The first option is to rerun the test with the same scheduler and recorded random choices as described in the Feedback-guided Adaptive Testing of Distributed Systems Designs paper. Therefore, the path to the replay file should be set in the ConcurrencyTest annotation:
@ConcurrencyTest(
replay = "[path to report]/recording"
)
Running the test again immediately results in the following error:
Error: org.pastalab.fray.runtime.DeadlockException
The test passes after resolving the deadlock inside the example application.
Alternatively, the test can be executed again with the exact thread schedule observed in the original execution. Therefore, the schedule needs to be recorded with the following Java option: -Dfray.recordSchedule=true.
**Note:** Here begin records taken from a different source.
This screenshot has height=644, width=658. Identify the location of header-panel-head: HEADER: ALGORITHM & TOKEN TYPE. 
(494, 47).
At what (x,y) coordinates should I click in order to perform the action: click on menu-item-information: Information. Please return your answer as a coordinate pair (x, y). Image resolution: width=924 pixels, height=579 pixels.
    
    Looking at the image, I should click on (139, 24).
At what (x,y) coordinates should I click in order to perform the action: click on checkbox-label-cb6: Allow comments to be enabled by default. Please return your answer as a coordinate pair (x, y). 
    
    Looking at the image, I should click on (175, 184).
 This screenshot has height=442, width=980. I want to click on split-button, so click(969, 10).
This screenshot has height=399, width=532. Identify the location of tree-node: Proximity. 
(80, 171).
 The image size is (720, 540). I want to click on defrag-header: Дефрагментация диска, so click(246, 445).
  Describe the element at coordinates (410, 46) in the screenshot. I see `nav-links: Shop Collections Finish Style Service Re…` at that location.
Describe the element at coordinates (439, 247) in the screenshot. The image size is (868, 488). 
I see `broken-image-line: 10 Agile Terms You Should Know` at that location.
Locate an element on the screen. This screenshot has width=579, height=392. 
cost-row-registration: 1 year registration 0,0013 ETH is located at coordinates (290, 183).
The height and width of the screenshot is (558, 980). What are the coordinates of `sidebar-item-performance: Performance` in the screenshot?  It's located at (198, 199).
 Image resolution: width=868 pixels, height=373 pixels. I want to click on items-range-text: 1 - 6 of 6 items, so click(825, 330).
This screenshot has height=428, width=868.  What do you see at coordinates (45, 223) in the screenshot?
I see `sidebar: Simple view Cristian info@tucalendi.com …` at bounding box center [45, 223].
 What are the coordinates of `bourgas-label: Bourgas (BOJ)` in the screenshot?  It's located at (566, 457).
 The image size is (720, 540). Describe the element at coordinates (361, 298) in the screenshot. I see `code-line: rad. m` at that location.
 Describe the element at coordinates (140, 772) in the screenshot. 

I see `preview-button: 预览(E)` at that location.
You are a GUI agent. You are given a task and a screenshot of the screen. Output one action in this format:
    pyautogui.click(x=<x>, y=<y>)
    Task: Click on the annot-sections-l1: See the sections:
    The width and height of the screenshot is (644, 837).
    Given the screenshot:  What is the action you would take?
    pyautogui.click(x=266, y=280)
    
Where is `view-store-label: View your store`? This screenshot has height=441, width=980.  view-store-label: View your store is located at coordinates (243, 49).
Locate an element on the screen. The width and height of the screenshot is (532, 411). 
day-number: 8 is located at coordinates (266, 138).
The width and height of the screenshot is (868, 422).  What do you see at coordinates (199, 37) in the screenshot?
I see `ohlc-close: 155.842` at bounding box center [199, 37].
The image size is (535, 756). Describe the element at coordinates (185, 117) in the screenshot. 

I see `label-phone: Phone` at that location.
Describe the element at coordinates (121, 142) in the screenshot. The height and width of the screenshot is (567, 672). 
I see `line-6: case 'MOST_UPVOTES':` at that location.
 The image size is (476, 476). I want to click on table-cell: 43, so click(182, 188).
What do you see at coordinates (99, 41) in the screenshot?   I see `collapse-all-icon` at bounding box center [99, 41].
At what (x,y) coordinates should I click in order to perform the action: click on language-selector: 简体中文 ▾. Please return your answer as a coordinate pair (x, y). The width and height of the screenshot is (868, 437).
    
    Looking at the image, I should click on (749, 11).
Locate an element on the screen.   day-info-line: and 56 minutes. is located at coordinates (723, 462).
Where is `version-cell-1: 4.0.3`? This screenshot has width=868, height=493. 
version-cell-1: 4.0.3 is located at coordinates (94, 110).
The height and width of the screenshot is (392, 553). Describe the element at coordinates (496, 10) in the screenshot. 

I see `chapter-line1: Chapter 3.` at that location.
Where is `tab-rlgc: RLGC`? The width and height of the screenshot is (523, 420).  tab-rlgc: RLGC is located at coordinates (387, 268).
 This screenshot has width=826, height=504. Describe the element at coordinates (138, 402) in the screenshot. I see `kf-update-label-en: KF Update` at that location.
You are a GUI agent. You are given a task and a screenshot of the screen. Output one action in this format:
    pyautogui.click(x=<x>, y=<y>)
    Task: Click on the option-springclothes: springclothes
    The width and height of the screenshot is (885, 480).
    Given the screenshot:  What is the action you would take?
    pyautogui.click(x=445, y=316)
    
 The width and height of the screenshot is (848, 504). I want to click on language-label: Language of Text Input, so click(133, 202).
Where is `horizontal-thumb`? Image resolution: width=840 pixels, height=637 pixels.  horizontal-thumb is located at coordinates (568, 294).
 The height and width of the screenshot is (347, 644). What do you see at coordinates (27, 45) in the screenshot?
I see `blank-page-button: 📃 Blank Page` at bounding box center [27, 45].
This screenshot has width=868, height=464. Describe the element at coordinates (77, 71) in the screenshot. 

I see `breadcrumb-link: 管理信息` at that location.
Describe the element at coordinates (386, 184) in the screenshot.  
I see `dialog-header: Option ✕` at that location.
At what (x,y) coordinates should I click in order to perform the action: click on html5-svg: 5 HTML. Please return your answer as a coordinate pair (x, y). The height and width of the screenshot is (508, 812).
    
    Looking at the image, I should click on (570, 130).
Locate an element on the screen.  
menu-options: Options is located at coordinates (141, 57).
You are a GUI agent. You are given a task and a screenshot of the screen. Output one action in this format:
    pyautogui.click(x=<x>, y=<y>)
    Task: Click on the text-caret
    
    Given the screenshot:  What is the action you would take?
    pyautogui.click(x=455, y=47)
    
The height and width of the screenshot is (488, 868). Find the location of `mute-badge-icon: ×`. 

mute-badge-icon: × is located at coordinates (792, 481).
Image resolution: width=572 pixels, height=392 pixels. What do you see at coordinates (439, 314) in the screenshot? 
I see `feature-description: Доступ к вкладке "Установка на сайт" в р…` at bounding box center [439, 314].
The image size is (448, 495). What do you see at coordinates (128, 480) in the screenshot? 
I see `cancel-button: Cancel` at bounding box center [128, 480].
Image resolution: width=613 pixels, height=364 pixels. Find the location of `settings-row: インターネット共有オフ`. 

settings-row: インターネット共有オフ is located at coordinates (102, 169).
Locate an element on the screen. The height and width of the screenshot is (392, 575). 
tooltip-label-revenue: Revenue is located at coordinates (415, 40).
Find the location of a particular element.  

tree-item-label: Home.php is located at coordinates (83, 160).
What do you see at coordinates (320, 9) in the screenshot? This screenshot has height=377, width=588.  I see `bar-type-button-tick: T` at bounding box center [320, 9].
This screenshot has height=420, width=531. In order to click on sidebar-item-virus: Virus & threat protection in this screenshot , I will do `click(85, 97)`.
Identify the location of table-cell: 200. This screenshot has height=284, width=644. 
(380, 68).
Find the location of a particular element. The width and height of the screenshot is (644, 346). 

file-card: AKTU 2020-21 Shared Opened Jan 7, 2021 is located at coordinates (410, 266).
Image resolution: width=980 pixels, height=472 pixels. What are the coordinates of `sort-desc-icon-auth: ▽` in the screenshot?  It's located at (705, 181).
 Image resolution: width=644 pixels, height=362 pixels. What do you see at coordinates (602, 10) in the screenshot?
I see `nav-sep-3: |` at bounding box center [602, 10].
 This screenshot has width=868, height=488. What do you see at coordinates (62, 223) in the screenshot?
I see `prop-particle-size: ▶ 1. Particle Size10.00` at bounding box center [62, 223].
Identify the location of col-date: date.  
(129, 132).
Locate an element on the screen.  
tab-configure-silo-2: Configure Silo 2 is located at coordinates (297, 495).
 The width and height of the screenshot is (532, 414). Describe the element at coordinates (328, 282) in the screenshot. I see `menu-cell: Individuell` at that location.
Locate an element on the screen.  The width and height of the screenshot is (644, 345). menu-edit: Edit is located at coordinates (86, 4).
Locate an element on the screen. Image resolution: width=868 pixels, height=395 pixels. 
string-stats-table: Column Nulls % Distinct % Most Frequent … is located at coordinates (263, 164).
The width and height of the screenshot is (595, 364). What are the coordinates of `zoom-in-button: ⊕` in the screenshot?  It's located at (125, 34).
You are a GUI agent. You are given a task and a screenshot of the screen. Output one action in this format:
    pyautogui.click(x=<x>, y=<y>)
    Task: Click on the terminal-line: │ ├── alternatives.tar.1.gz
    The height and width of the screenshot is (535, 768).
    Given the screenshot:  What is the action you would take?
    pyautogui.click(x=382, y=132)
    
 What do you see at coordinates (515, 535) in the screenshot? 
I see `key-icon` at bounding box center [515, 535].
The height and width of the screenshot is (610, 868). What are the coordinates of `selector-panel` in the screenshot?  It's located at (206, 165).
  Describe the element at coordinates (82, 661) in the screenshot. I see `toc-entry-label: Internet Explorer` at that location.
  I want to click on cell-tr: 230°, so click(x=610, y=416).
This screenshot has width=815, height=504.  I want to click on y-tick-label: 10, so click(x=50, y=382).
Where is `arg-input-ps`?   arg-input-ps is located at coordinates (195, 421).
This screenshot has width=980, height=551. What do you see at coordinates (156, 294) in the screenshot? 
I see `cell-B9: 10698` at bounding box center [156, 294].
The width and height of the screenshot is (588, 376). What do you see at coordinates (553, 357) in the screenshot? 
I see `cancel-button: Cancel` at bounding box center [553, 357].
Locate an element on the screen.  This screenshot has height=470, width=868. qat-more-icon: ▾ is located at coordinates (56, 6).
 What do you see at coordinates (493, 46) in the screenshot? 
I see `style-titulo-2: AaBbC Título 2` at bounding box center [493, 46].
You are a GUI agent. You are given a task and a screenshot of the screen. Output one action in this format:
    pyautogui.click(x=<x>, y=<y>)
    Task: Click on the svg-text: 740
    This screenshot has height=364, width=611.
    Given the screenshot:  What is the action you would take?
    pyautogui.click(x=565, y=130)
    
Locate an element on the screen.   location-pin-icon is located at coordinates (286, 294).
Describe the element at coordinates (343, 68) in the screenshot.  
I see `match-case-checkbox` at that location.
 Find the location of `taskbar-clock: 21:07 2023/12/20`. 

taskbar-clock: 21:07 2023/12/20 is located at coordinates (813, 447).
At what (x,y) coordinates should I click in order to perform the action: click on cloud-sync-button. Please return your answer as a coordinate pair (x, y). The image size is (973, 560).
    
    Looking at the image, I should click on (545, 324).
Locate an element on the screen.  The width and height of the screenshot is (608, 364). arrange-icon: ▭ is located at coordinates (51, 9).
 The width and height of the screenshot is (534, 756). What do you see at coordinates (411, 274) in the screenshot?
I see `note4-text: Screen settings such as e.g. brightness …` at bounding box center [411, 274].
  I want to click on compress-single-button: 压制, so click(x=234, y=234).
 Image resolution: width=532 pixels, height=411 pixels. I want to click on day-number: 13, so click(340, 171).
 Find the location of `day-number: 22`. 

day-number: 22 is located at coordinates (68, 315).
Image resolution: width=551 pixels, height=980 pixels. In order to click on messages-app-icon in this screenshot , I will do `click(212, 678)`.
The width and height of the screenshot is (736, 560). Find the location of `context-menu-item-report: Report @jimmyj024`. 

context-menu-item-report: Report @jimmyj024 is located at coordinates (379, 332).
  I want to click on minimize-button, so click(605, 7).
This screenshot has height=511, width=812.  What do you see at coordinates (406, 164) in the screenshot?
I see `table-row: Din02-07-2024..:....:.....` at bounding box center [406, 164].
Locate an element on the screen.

After recording the schedule, the ReplayScheduler class should be used in the ConcurrencyTest annotation:
@ConcurrencyTest(
scheduler = ReplayScheduler.class,
replay = "[path to report]/recording"
)
Alternative frameworks to detect concurrency issues in Java code include VMLens, Java Concurrency Stress (jcstress), and Lincheck from IntelliJ IDEA. More information on Fray can be found in the usage guide or in the technical report.